Most public domain books are technically accessible and practically unreadable. The scan exists as a PDF — a photograph of a page, unsearchable, unnavigable, broken on any screen smaller than a desk. The OCR version ran character recognition on that scan and stripped out everything that wasn't text: all formatting gone, all illustrations gone, errors throughout. The ebook format puts the text in a container and calls it done.
None of these are the book. They're evidence that the book existed.
The digitization project here is something different: taking a book that deserves to be read and building it into something you can actually move through. Organized. Annotated. Illustrated with restored images. The source text plus the context that makes it mean something. Some of these books — Flora's Feast, Shakespeare's Flowers — will ultimately become wall art and printed posters, because the original illustrations deserve to be seen properly, not as yellowed scans.
The excitement here is real. There is genuinely good writing sitting in Project Gutenberg and the Internet Archive that no one has looked at since 1881. That seems worth fixing.
Public domain texts rebuilt as interactive annotated microsites. Each one includes the original source text, contextual annotations, and where applicable, restored illustrations. The coming-soon entries are in active development.
A Victorian guide to the flower garden — serialized in the Boston Journal, then gathered into one volume. Twenty-eight chapters including a remarkable Coleus essay written in the voice of the plant itself. Annotated with botanical context, Victorian cultural notes, and linked cross-references.
Open the book →The first serious scholarly dictionary of Victorian street language — criminal cant, rhyming slang, trade jargon, and class markers. Annotated for the modern reader with 80+ entries and etymological notes that trace where the words went next.
Browse the dictionary →28,000+ aphorisms, proverbs, and maxims from ancient and modern sources. Every entry unlocks a layered AI annotation — a cryptic clue, historical context from 1893, and a precise modern echo. Reorganized for exploration rather than reference.
Open the dictionary →An address to the Daughters of the American Revolution recovering forgotten heroines of Pennsylvania history — Mary Jemison, Regina Hartman, Molly Pitcher, and others lost to the historical record. Annotated with biographical context and historical sources.
Read the address →A masque — a theatrical procession, each performer in elaborate costume — in which every flower becomes a person. Crane's 1892 illustrated poem follows 40 plants from snowdrop to Christmas rose. Illustrations being restored toward original color. Also in development as archival art prints.
In development — coming soonA comprehensive annotated study of Victorian fairy art and the inhabited natural world — from folklore roots through Richard Dadd to the Cottingley hoax. Microsite in development.
In development — coming soonEvery flower, herb, and plant named across the Shakespeare canon — with notes on Elizabethan plant lore and meaning. Also being developed as a series of archival botanical poster prints. One of the most illustration-forward projects in this room.

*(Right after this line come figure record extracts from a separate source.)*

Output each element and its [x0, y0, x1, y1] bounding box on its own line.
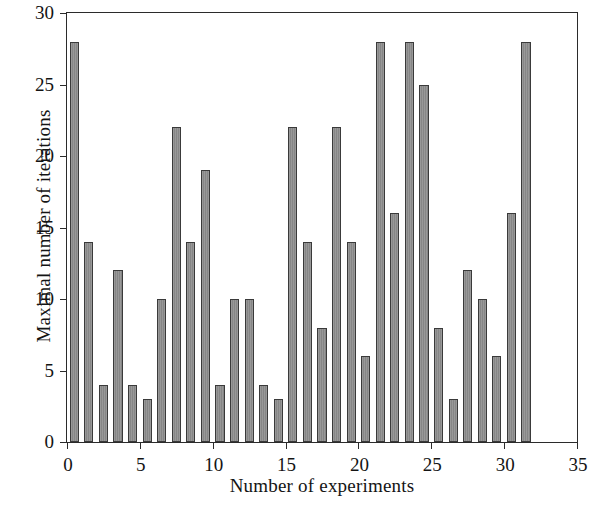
bar [274, 399, 283, 442]
bar [419, 85, 428, 443]
x-axis-tick: 20 [358, 442, 359, 449]
bar [245, 299, 254, 442]
bar [84, 242, 93, 442]
bar [361, 356, 370, 442]
bar [288, 127, 297, 442]
bar [230, 299, 239, 442]
bar [128, 385, 137, 442]
bar [157, 299, 166, 442]
x-axis-tick-label: 20 [350, 455, 369, 475]
y-axis-tick: 0 [60, 442, 67, 443]
x-axis-tick-label: 0 [63, 455, 73, 475]
bar [259, 385, 268, 442]
bar [507, 213, 516, 442]
bar [521, 42, 530, 442]
y-axis-tick-label: 15 [35, 218, 54, 238]
x-axis-title: Number of experiments [66, 475, 578, 497]
x-axis-tick: 0 [67, 442, 68, 449]
y-axis-tick: 15 [60, 228, 67, 229]
bar [186, 242, 195, 442]
bar [347, 242, 356, 442]
bar [390, 213, 399, 442]
x-axis-tick-label: 35 [569, 455, 588, 475]
x-axis-tick: 15 [286, 442, 287, 449]
x-axis-tick: 10 [213, 442, 214, 449]
x-axis-tick: 25 [431, 442, 432, 449]
y-axis-tick: 10 [60, 299, 67, 300]
bar [492, 356, 501, 442]
x-axis-tick-label: 5 [136, 455, 146, 475]
x-axis-tick-label: 30 [496, 455, 515, 475]
x-axis-tick-label: 10 [204, 455, 223, 475]
x-axis-tick-label: 15 [277, 455, 296, 475]
bar [215, 385, 224, 442]
y-axis-tick-label: 0 [45, 432, 55, 452]
bar-series [67, 13, 577, 442]
x-axis-tick: 5 [140, 442, 141, 449]
bar [99, 385, 108, 442]
y-axis-tick-label: 10 [35, 289, 54, 309]
bar [317, 328, 326, 442]
bar [449, 399, 458, 442]
y-axis-tick: 30 [60, 13, 67, 14]
bar [113, 270, 122, 442]
y-axis-tick: 5 [60, 371, 67, 372]
bar [172, 127, 181, 442]
y-axis-tick: 20 [60, 156, 67, 157]
bar [376, 42, 385, 442]
y-axis-tick-label: 25 [35, 75, 54, 95]
x-axis-tick: 35 [577, 442, 578, 449]
bar [478, 299, 487, 442]
bar [332, 127, 341, 442]
bar [143, 399, 152, 442]
bar [434, 328, 443, 442]
y-axis-tick-label: 20 [35, 146, 54, 166]
bar-chart-figure: Maximal number of iterations 05101520253… [0, 0, 610, 506]
bar [201, 170, 210, 442]
x-axis-tick: 30 [504, 442, 505, 449]
y-axis-tick-label: 5 [45, 361, 55, 381]
y-axis-tick: 25 [60, 85, 67, 86]
bar [303, 242, 312, 442]
bar [70, 42, 79, 442]
plot-area: 05101520253005101520253035 [66, 12, 578, 443]
y-axis-tick-label: 30 [35, 3, 54, 23]
bar [405, 42, 414, 442]
x-axis-tick-label: 25 [423, 455, 442, 475]
bar [463, 270, 472, 442]
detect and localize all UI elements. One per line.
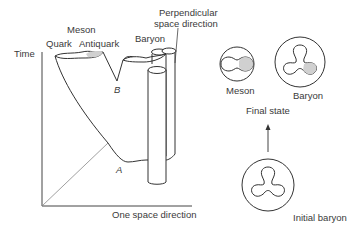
worldsheet-left-edge	[55, 56, 146, 162]
arrow-head-icon	[266, 124, 271, 130]
front-cylinder	[148, 70, 166, 184]
perpendicular-label-1: Perpendicular	[159, 8, 218, 18]
baryon-worldsheet-label: Baryon	[135, 34, 165, 44]
final-meson-label: Meson	[226, 86, 255, 96]
rear-cylinder-wall	[166, 52, 175, 160]
perpendicular-axis	[42, 143, 108, 206]
time-axis-label: Time	[14, 49, 35, 59]
final-baryon-label: Baryon	[293, 91, 323, 101]
point-b-label: B	[114, 85, 120, 95]
meson-antiquark-shade	[239, 57, 253, 71]
diagram-canvas	[0, 0, 359, 230]
rear-cylinder-top	[162, 48, 176, 54]
point-a-label: A	[116, 165, 122, 175]
worldsheet-v-notch	[103, 52, 134, 81]
quark-label: Quark	[46, 39, 72, 49]
front-cylinder-top	[148, 67, 166, 74]
final-state-label: Final state	[246, 106, 290, 116]
meson-label: Meson	[67, 25, 96, 35]
perpendicular-pointer	[175, 28, 178, 63]
perpendicular-label-2: space direction	[154, 19, 218, 29]
space-axis-label: One space direction	[112, 210, 197, 220]
antiquark-label: Antiquark	[79, 39, 119, 49]
initial-baryon-label: Initial baryon	[293, 213, 347, 223]
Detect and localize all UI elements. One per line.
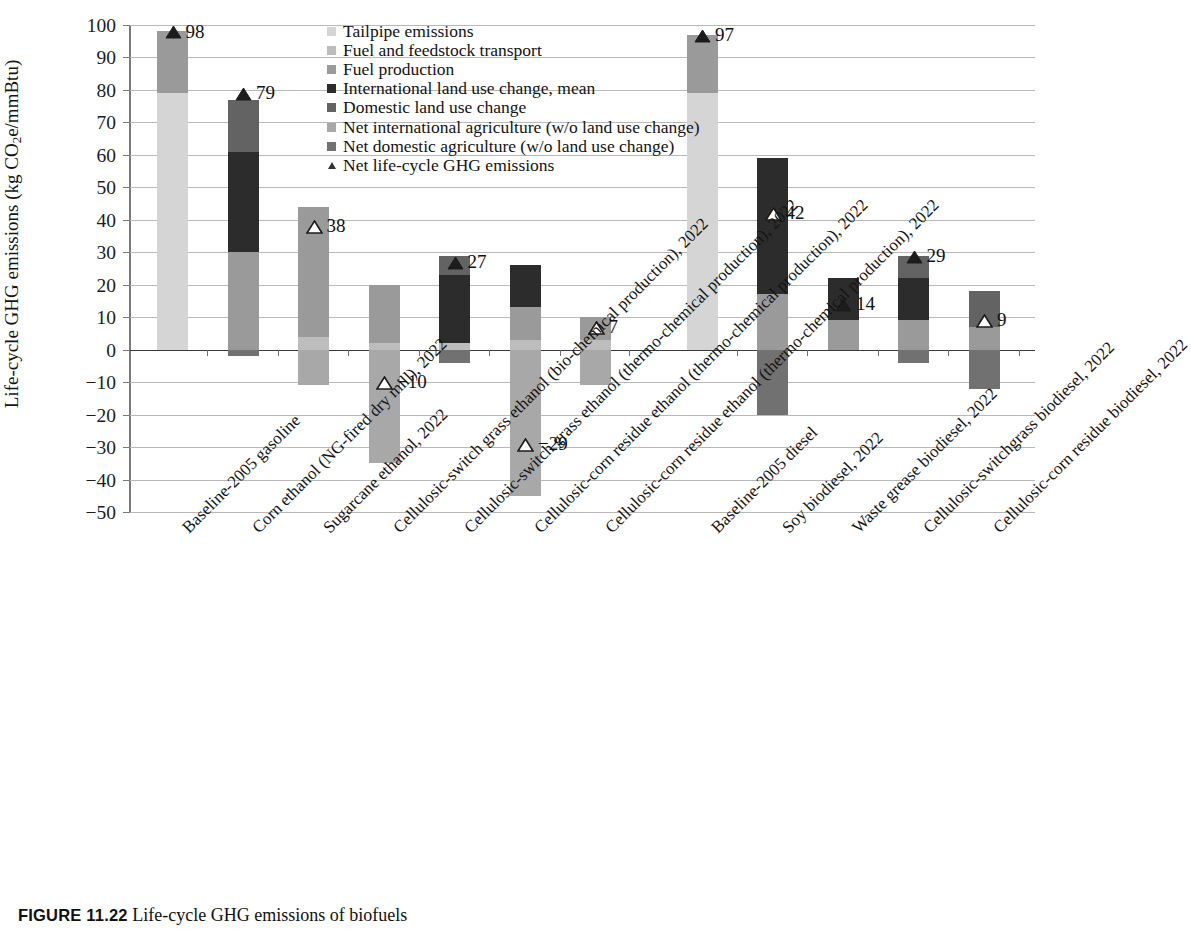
x-tick-label: Sugarcane ethanol, 2022: [320, 405, 451, 536]
x-tick-label: Baseline-2005 gasoline: [179, 411, 304, 536]
x-tick-label: Cellulosic-switch grass ethanol (bio-che…: [390, 215, 712, 537]
x-tick-label: Waste grease biodiesel, 2022: [849, 385, 1001, 537]
figure-caption: FIGURE 11.22 Life-cycle GHG emissions of…: [18, 905, 1078, 926]
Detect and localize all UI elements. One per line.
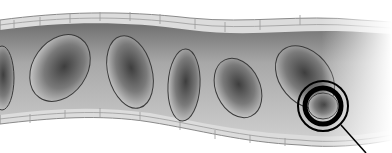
- capillary-illustration: [0, 0, 392, 153]
- fade-overlay: [0, 0, 392, 153]
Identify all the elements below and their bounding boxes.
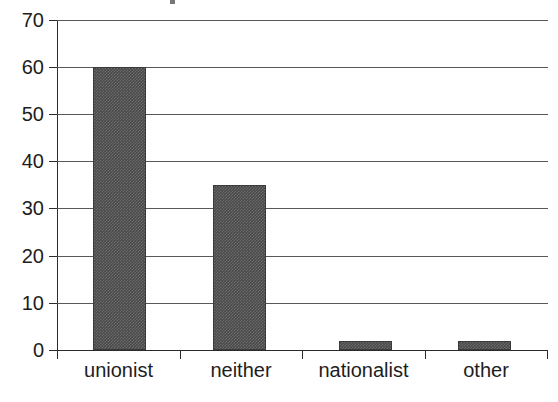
x-divider-right (547, 350, 548, 359)
y-tick-mark-40 (49, 161, 57, 162)
bar-other (458, 341, 511, 350)
y-tick-label-10: 10 (0, 293, 44, 313)
x-axis-label-other: other (425, 358, 547, 382)
plot-area (57, 20, 548, 350)
y-axis-labels: 70 60 50 40 30 20 10 0 (0, 0, 44, 402)
y-tick-label-0: 0 (0, 340, 44, 360)
y-tick-label-50: 50 (0, 104, 44, 124)
y-tick-label-40: 40 (0, 151, 44, 171)
bar-chart: 70 60 50 40 30 20 10 0 unionist neither (0, 0, 558, 402)
x-axis-label-neither: neither (180, 358, 302, 382)
x-axis-label-unionist: unionist (57, 358, 180, 382)
y-tick-mark-60 (49, 67, 57, 68)
bar-neither (213, 185, 266, 350)
bar-unionist (93, 67, 146, 350)
y-tick-label-70: 70 (0, 10, 44, 30)
y-tick-mark-10 (49, 303, 57, 304)
y-tick-label-30: 30 (0, 198, 44, 218)
x-axis-label-nationalist: nationalist (302, 358, 425, 382)
gridline-70 (57, 20, 548, 21)
y-tick-mark-70 (49, 20, 57, 21)
y-tick-label-60: 60 (0, 57, 44, 77)
y-tick-mark-30 (49, 208, 57, 209)
y-tick-mark-50 (49, 114, 57, 115)
y-tick-label-20: 20 (0, 246, 44, 266)
y-tick-mark-0 (49, 350, 57, 351)
bar-nationalist (339, 341, 392, 350)
cropped-title-remnant (170, 0, 175, 4)
y-tick-mark-20 (49, 256, 57, 257)
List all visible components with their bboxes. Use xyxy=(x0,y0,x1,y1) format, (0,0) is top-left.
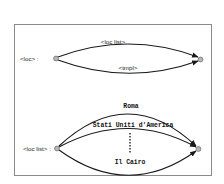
edge-label-stati-uniti: Stati Uniti d'America xyxy=(93,122,174,129)
end-node xyxy=(198,57,203,62)
end-node xyxy=(196,147,201,152)
start-node xyxy=(54,56,59,61)
loc-list-rule-label: <loc list> : xyxy=(23,145,51,152)
loc-rule-label: <loc> : xyxy=(20,55,39,62)
start-node xyxy=(55,146,60,151)
edge-label-roma: Roma xyxy=(123,103,139,110)
diagram-frame xyxy=(15,25,212,176)
grammar-diagram: <loc> : <loc list> <tmpl> <loc list> : R… xyxy=(0,0,224,184)
edge-label-loc-list: <loc list> xyxy=(101,38,126,45)
edge-label-il-cairo: Il Cairo xyxy=(115,159,146,166)
edge-label-tmpl: <tmpl> xyxy=(119,64,138,71)
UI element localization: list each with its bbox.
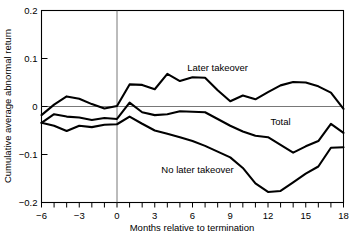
chart-background	[0, 0, 356, 236]
chart-figure: −6−30369121518 −0.2−0.100.10.2 Later tak…	[0, 0, 356, 236]
cumulative-abnormal-return-line-chart: −6−30369121518 −0.2−0.100.10.2 Later tak…	[0, 0, 356, 236]
x-tick-label: −6	[36, 210, 47, 221]
x-tick-label: 3	[152, 210, 157, 221]
x-tick-label: 12	[263, 210, 274, 221]
x-tick-label: 9	[228, 210, 233, 221]
series-label-total: Total	[271, 116, 291, 127]
y-tick-label: 0	[32, 101, 37, 112]
y-tick-label: 0.2	[24, 5, 37, 16]
x-tick-label: −3	[74, 210, 85, 221]
y-tick-label: −0.2	[19, 197, 38, 208]
x-tick-label: 6	[190, 210, 195, 221]
series-label-later-takeover: Later takeover	[187, 62, 248, 73]
x-tick-label: 0	[114, 210, 119, 221]
x-tick-label: 15	[300, 210, 311, 221]
y-tick-label: −0.1	[19, 149, 38, 160]
y-tick-label: 0.1	[24, 53, 37, 64]
x-axis-tick-labels: −6−30369121518	[36, 210, 349, 221]
x-axis-title: Months relative to termination	[130, 222, 255, 233]
y-axis-title: Cumulative average abnormal return	[2, 29, 13, 183]
x-tick-label: 18	[338, 210, 349, 221]
series-label-no-later-takeover: No later takeover	[161, 164, 233, 175]
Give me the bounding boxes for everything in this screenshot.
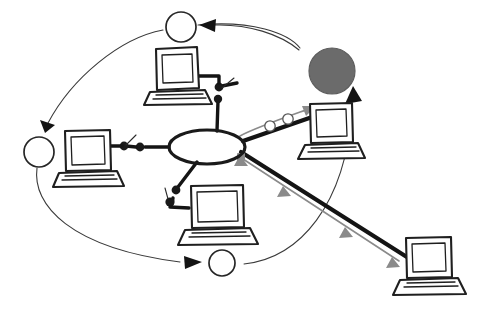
laptop-bottom-right[interactable] [393,237,466,295]
cable-hub-to-left-laptop [108,135,169,151]
node-gray-filled[interactable] [309,48,355,94]
open-circle-node [24,137,54,167]
plug-connector-dot [165,197,174,206]
cable-run-to-bottom-laptop [170,207,189,208]
arrowhead-bottom-node [184,256,202,269]
open-circle-node [166,12,196,42]
arrowhead-left-node [40,120,55,133]
packet-flow-to-bottom-right-laptop [234,155,400,268]
filled-circle-node [309,48,355,94]
laptop-left[interactable] [53,130,124,187]
node-bottom-open[interactable] [209,250,235,276]
plug-key-line [126,135,136,145]
open-circle-node [209,250,235,276]
arrowhead-top-node [199,19,216,32]
flow-arrowhead [386,257,400,268]
central-hub[interactable] [169,130,245,164]
hub-ellipse [169,130,245,164]
loop-arrow-into-top-node [199,19,299,50]
flow-arrowhead [277,186,291,197]
plug-key-line [165,188,168,199]
network-diagram-svg [0,0,478,311]
laptop-bottom-center[interactable] [178,185,258,245]
cable-hub-to-bottom-right-laptop [237,152,410,259]
plug-connector-dot [172,186,181,195]
packet-ring [265,121,275,131]
packet-ring [283,114,293,124]
loop-arrow-top-to-left [40,30,163,133]
node-top-open[interactable] [166,12,196,42]
network-diagram-canvas: Hand-drawn network topology diagram [0,0,478,311]
plug-connector-dot [214,95,222,103]
node-left-open[interactable] [24,137,54,167]
cable-run-to-top-laptop [198,76,219,83]
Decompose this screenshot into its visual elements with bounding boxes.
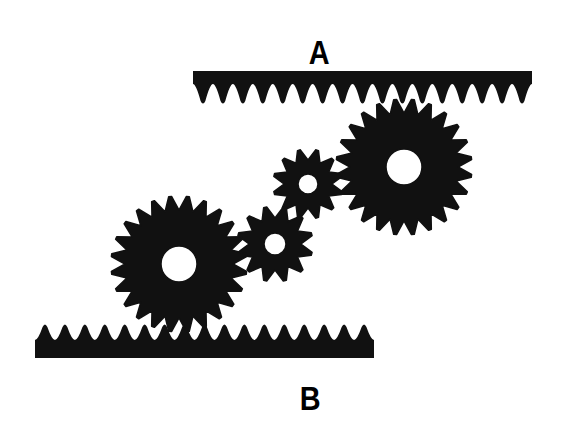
rack-b: [35, 325, 374, 359]
gear-rack-diagram: A B: [0, 0, 561, 439]
gear-large-upper: [336, 99, 471, 234]
label-rack-a: A: [309, 35, 330, 69]
gear-large-lower: [111, 196, 246, 331]
diagram-canvas: [0, 0, 561, 439]
rack-a: [193, 71, 532, 104]
gears-group: [111, 99, 471, 331]
gear-small-lower: [238, 207, 312, 281]
label-rack-b: B: [300, 381, 321, 415]
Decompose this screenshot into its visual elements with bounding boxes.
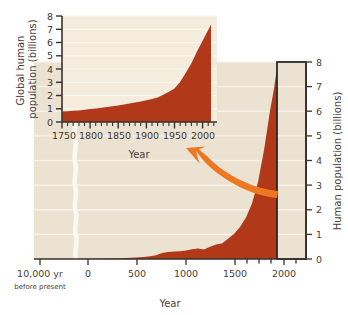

In development — coming soonA curated shelf rather than a complete inventory — books that have done something, changed a frame, supplied a word for something previously wordless. Not all of them have been read yet. All of them are on the list for good reason.
A brief history of humankind from the cognitive revolution to the present — biology, history, economics, and philosophy woven into one argument about who we are and how we got here.
Every summarized version I've encountered changes how I think about something. I need to read the actual book.
Nobel laureate Kahneman on the two systems that drive thinking — fast, intuitive, emotional versus slow, deliberate, logical — and how their interaction produces the full range of human judgment and error.
The book behind half the vocabulary people use to talk about how decisions actually get made.
The definitive reference on typography — typeface selection, spacing, proportion, historical context. Required reading at most university design programs. Often called the typographer's bible.
The reason some things look right and others don't has a name, a history, and rules. This is where they live.
Four plants — apple, tulip, marijuana, potato — and the four human desires they exploited to ensure their survival. A plant's-eye view of the relationship between people and the species they think they're domesticating.
Plants as agents with their own agenda. The tulip chapter has been described to me by at least three different people.
Barthes on the nature of photography — what photographs actually do to the people looking at them, the concepts of studium and punctum, and the relationship between images, death, and memory. Written after his mother died.
A short book about what photographs actually do to the people looking at them. Written by someone grieving. Essential.
Master designer Alan Fletcher's lifetime of collected observations, images, quotes, and lateral thinking — loosely arranged in 72 chapters on perception, colour, pattern, language, and the workings of the creative mind.
A designer's lifetime of collected thinking in 1,068 pages. The kind of book you fall into rather than read.